Introduction
Last Updated on June 7, 2022, by eNotes Editorial. Word Count: 135
Delbanco, Nicholas 1942–
Delbanco is a British-born American author of novels, poems, and short stories. (See also CLC, Vol. 6, and Contemporary Authors, Vols. 17-20, rev. ed.)
Delbanco is one of those consistently highly acclaimed writers few readers have heard of, much less read. "Sherbrookes," his eighth novel, is also sure to be critically well received. A wonderful and strange book, written in lyrical yet spare prose, it contains insights few writers can claim…. Delbanco steers clear of grotesque or Gothic overtones; he keeps his story clean and taut. And although his characters and their lives are peculiar, if not unique, they are always credible, and their story is intriguing and compelling. (p. 64)
Publishers Weekly (reprinted from the November 6, 1978, issue of Publishers Weekly, published by R. R. Bowker Company, a Xerox company; copyright © 1978 by Xerox Corporation), November 6, 1978.
Garrett Epps
Last Updated on June 7, 2022, by eNotes Editorial. Word Count: 467
[Nicholas Delbanco has depicted the] underside of family life in Possession (1977) and now Sherbrookes, the first two volumes of a trilogy about the waning days of a wealthy New England family….
Besides the hovering ghost of Judah, Sherbrookes has many other elements of gothic romance: an ancient mansion, a family curse, an unbreakable will, a mysterious pregnancy, and a moonlight suicide. Certainly, it seems to me that Sherbrookes does not operate like a realistic novel—by means of character, incident, or plot. Many of the characters are blanks; this is particularly true of Ian Sherbrooke, who seems at first almost like an empty cell awaiting the entry of a new genetic core, the spirit of his dead father. The book's movement is more in the fashion of a long poem, or a series of vibrant images held in rigid frames. There is a moment late in the book when Maggie, whose lusty ways in youth had earned her the title of "old Sherbrooke's bare-naked wife," watches unobserved as her son's lover walks naked across a field, and recognizes the arrival of her own replacement, "a brown-haired image of herself when young, the same straight back, thin hips, and long-legged gait." It is not a likely moment, or even a plausible one, but it is not an image I will soon forget.
Delbanco's prose is consciously poetic as well—alliterative, allusive, determinedly elegant. He is at his best when rendering the Vermont landscape, or when detailing the steps of building a house. But in much of the rest of the book, the effort expended on fine prose makes the story tough going. Like a horse keeping an unfamiliar gait, Delbanco is prone to missteps which reduce him to a lumbering walk….
In addition, he has chosen to tell novels in the narrative present. In the hands of a supple stylist … this device can give a story a seductive immediacy, narrowing the distance between reader and character. But, as used by Delbanco, it involves the reader in a confusion of tenses, and by the time he has finished sorting out "he is," "they would," "she had," and "he did," reader and narrative are barely within hailing distance. And, finally, Delbanco has a fatal weakness for clichés, balancing them in his characters' minds like teetering rocks: "Six of one, he argues, since he's in the neighborhood; half a dozen of the other," or "You take, Maggie knew, a stitch in time."
The result is a promising novel, rich in myth and allusion, gone stale, gray-toned, and ponderous One can admire Delbanco's learning and respect his effort; but, when the encounter is over, we are left with a weary, disappointed feeling of loss.
Garrett Epps, "New England Gothic," in Book World—The Washington Post (© 1978, The Washington Post), December 31, 1978, p. G9.
Tim Myers
Last Updated on June 7, 2022, by eNotes Editorial. Word Count: 76
Delbanco's vision [in Sherbrookes] is fundamentally pessimistic in a time when this view has been criticized as being purely negative and unconstructive, threatening the future of fiction. Yet Delbanco deserves to be read precisely because in confronting his characters with the realities of death and isolation, he gives them compensating acts of love, will and endurance. (p. 41)
Tim Myers, in The New Republic (reprinted by permission of The New Republic; © 1979 by The New Republic, Inc.), January 10, 1979.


Your goal = Where the word "Double" occurs in a line of the data, return the whole line.

Dataset content =
————————

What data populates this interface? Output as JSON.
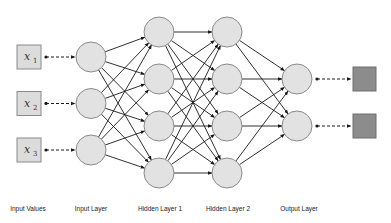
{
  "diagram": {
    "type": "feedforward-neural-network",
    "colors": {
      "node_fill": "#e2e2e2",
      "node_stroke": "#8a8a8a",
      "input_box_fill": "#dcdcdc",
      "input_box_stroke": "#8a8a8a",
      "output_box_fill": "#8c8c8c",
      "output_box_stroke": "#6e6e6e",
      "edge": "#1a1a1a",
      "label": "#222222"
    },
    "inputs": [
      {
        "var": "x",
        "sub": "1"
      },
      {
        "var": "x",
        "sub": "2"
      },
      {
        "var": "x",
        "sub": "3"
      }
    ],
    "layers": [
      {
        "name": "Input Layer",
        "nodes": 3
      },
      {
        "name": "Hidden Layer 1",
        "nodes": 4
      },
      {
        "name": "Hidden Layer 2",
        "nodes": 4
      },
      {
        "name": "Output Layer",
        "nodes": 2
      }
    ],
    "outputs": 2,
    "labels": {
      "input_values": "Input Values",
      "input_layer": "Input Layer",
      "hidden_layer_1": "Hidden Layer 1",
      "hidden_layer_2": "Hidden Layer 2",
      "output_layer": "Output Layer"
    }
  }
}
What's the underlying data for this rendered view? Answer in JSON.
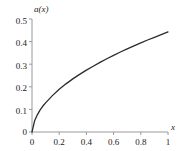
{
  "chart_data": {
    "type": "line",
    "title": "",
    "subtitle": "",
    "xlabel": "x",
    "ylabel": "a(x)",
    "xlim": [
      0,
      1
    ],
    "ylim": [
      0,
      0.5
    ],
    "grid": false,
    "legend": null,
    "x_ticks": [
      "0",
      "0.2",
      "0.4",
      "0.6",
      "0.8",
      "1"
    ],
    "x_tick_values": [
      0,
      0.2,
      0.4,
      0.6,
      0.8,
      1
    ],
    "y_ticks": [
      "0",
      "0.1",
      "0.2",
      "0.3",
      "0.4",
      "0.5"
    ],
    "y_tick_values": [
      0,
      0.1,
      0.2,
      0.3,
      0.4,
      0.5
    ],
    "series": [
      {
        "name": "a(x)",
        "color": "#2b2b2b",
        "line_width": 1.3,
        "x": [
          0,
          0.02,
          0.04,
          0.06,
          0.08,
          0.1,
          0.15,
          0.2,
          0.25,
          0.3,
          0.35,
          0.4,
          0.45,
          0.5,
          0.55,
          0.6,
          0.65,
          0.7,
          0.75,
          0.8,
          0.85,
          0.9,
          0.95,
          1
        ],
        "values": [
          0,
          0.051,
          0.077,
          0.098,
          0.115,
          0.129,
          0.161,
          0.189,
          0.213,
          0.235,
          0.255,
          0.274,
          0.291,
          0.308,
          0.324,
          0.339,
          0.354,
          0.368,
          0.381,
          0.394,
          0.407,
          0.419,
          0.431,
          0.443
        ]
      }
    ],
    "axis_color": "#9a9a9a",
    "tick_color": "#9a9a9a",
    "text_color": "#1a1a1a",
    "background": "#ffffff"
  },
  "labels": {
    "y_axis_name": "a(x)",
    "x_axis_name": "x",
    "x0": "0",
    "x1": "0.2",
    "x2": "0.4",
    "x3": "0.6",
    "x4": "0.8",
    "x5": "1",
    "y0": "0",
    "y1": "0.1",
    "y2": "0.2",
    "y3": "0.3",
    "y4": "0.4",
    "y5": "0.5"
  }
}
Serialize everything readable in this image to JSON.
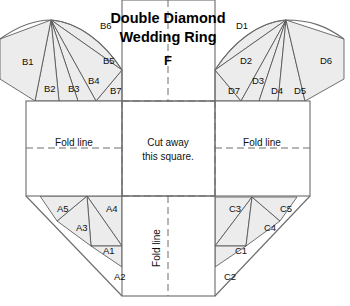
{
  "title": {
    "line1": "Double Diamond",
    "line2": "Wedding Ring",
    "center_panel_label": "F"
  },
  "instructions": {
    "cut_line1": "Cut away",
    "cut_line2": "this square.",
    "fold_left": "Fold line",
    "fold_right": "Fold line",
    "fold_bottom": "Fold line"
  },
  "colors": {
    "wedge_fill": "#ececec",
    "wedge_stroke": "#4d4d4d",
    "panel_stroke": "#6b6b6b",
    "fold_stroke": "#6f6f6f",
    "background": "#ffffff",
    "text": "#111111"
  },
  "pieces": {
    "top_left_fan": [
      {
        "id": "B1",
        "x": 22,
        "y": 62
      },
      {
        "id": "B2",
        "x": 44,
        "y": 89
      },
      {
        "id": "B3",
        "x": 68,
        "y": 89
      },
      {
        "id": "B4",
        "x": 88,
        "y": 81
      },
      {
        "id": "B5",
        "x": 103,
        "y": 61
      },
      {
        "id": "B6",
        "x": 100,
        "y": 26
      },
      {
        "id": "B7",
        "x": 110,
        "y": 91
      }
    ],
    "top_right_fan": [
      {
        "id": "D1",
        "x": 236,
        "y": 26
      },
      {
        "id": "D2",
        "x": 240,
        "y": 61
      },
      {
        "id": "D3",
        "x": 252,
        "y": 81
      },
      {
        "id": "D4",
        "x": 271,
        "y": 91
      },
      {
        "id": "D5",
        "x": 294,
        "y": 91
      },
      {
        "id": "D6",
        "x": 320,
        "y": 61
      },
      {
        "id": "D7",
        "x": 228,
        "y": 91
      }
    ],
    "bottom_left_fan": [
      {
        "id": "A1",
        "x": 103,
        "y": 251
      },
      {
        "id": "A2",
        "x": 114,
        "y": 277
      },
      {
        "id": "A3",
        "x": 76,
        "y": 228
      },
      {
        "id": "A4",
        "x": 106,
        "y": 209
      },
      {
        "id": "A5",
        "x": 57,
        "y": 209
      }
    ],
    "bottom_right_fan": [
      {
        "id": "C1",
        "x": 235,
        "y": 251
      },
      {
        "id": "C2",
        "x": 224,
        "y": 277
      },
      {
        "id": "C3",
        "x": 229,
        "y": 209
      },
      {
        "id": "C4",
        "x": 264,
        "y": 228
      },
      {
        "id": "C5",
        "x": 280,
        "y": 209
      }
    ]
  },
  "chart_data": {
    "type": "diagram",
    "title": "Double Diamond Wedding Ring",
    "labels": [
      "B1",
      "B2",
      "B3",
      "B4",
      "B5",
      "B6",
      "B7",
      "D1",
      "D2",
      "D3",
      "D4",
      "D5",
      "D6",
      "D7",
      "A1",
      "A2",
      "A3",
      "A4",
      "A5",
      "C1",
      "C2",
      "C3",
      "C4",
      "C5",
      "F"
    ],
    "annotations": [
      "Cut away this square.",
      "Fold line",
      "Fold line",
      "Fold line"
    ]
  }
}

————————

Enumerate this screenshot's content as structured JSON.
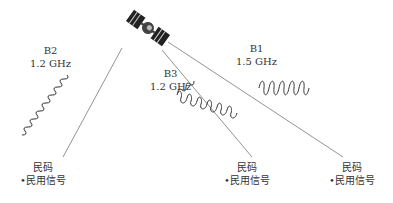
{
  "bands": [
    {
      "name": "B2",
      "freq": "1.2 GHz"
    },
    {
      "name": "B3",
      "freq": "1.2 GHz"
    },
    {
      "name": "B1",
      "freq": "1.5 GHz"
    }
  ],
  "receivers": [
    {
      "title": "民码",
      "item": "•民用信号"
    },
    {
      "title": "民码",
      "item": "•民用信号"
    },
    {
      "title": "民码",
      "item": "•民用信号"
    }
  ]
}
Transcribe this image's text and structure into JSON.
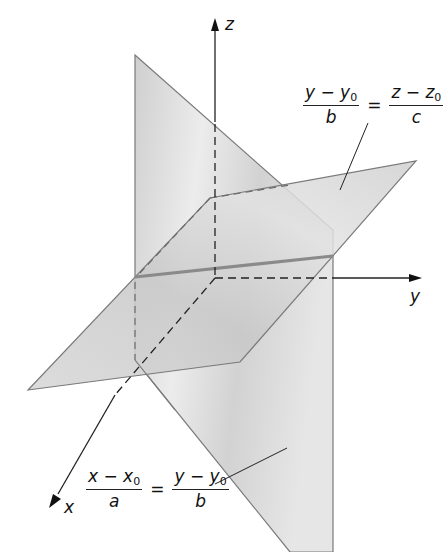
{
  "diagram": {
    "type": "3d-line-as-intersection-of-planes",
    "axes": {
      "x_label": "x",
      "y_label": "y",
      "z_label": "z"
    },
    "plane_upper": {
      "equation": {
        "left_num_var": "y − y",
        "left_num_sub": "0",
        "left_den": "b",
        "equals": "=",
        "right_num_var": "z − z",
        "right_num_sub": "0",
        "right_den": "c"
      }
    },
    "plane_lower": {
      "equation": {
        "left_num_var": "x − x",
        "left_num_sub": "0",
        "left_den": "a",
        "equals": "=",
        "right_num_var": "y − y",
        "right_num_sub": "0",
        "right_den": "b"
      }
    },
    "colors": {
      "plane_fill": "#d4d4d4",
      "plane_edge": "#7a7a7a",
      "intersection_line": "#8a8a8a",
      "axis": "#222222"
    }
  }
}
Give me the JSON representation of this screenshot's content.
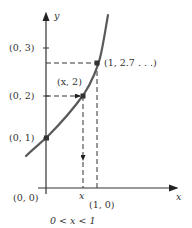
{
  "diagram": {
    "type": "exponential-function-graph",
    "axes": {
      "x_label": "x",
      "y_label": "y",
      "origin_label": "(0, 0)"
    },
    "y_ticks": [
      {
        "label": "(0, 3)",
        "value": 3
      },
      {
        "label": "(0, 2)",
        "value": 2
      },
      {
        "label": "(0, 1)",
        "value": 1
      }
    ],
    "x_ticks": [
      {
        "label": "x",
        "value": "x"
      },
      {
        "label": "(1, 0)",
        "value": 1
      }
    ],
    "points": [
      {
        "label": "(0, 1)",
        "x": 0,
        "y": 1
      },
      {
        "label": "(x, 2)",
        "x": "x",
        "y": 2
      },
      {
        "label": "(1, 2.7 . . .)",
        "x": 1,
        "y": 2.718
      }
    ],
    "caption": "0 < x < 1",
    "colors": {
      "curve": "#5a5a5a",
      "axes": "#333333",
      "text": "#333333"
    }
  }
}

————————

Result =
    "line1": "Double Diamond",
    "title": "Double Diamond Wedding Ring",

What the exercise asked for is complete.